The relationship between Latin and Greek literature is one of the most fundamental questions for Latin literature, and for those who study the reception of ancient Greek, and this innovative volume shows some of the contexts in which the interaction of the literatures should be viewed.
Hutchinson investigates Roman conceptions of their own literary history and Greek literary history as two chronological sequences, artificially separated, and takes the reader around the Mediterranean to see the different places where Romans encountered Greek art with words. The volume looks at Roman perceptions of the contrasting Greek and Latin languages and compares in detail Latin adaptation of Greek writing with Latin adaptation of Latin, and views the different approaches to Greek material, ideas, and works between three prose 'super-genres', and within the poetic 'super-genre' of hexameters. Based on an independent collection of evidence, it draws extensively on inscriptions, archaeology, papyri, scholia, and little-known texts.

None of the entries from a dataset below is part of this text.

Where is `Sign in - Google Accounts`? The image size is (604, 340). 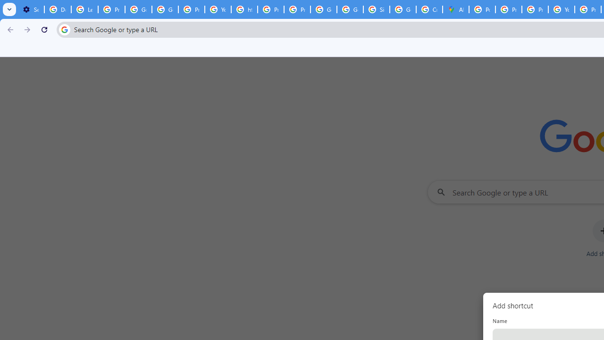 Sign in - Google Accounts is located at coordinates (377, 9).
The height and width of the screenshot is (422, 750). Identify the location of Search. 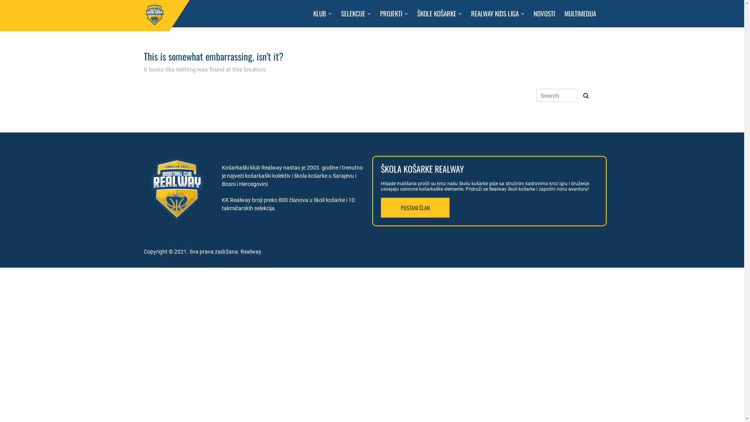
(586, 95).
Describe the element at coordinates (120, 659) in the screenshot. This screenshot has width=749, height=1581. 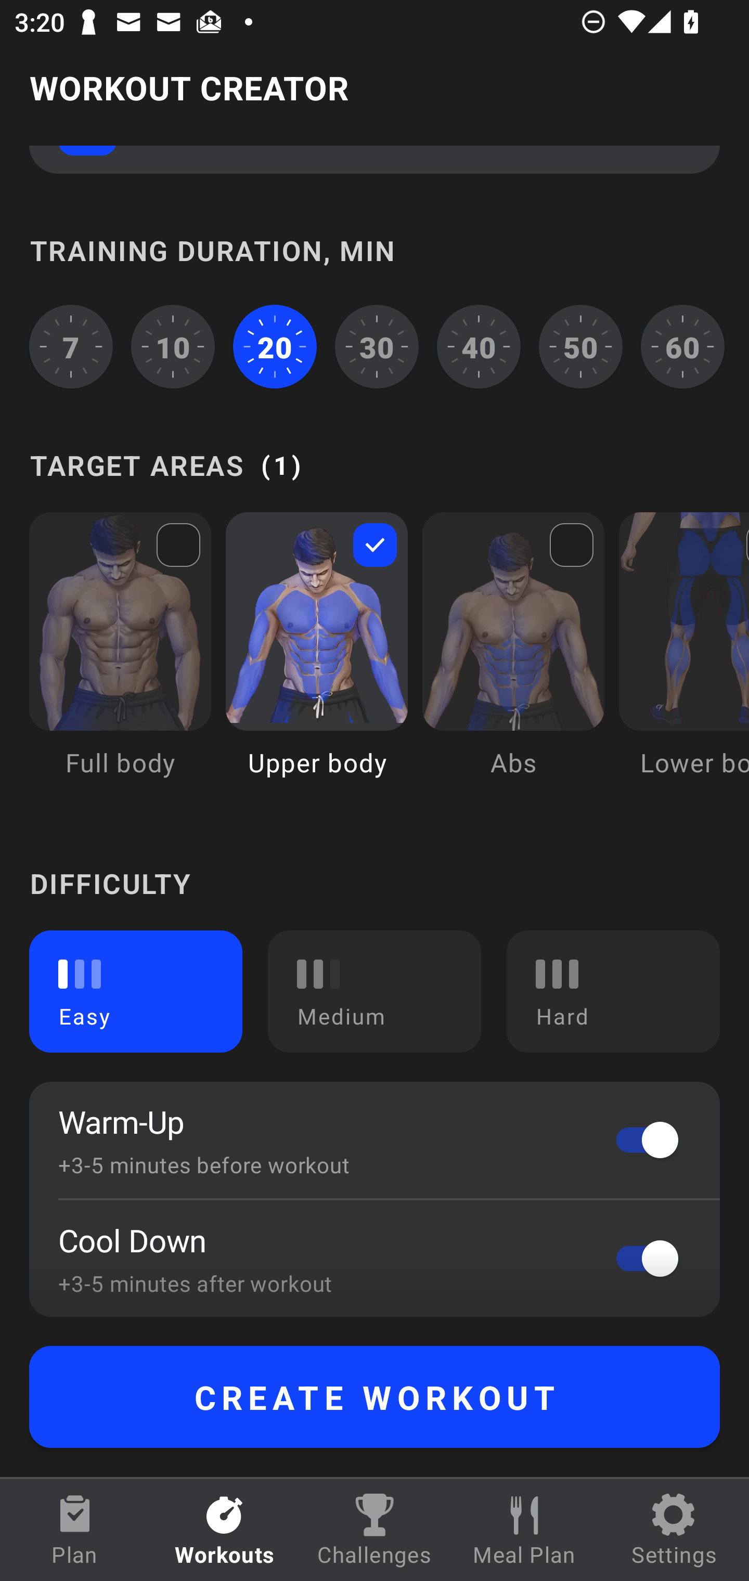
I see `Full body` at that location.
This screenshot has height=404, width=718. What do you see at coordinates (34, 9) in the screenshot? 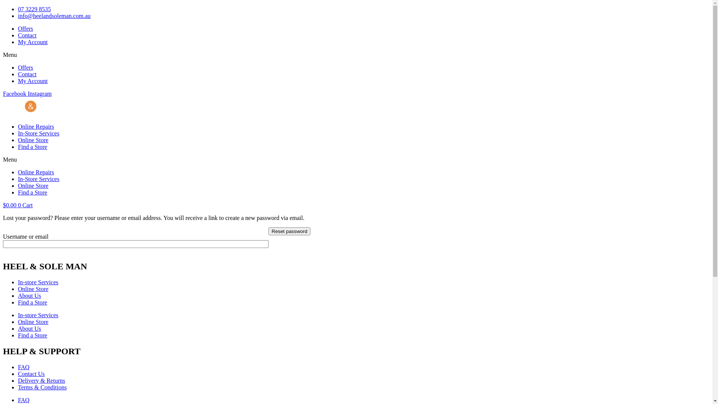
I see `07 3229 8535` at bounding box center [34, 9].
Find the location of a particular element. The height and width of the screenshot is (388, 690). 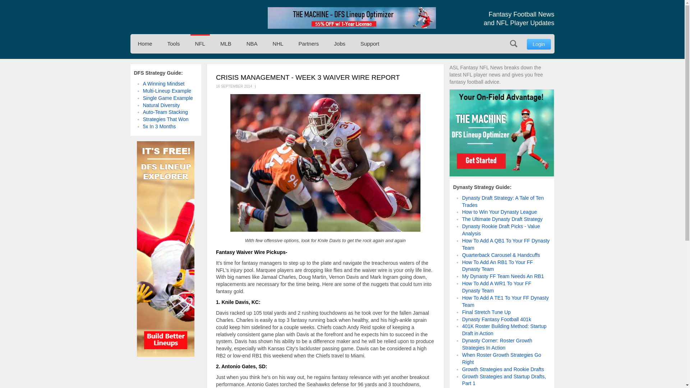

Preface Abbreviations Introduction Part I: Time 1. Making Histories 2. Strife and Change Part II: Space 3. Rome, Villas, South Italy 4. Sicily, Athens, Rest of Greek Mainland, Rhodes 5. Asia, Massilia, Alexandria Part III: Words 6. Two Languages 7. Transposition and Triads 8. Styles and Settings 9. Trunk and Branches Part IV: Genre 10. The Landscape of Prose 11. The Grounds of Prose 12. The Grounds of Hexameter Poetry 13. Space and Intertextuality in Hexameters 14. Hexameters: History and Internal Mixture Bibliography Indexes I. Index of Passages Discussed II. General Index
Gregory Hutchinsonis Professor of Greek and Latin Languages and Literature at the University of Oxford.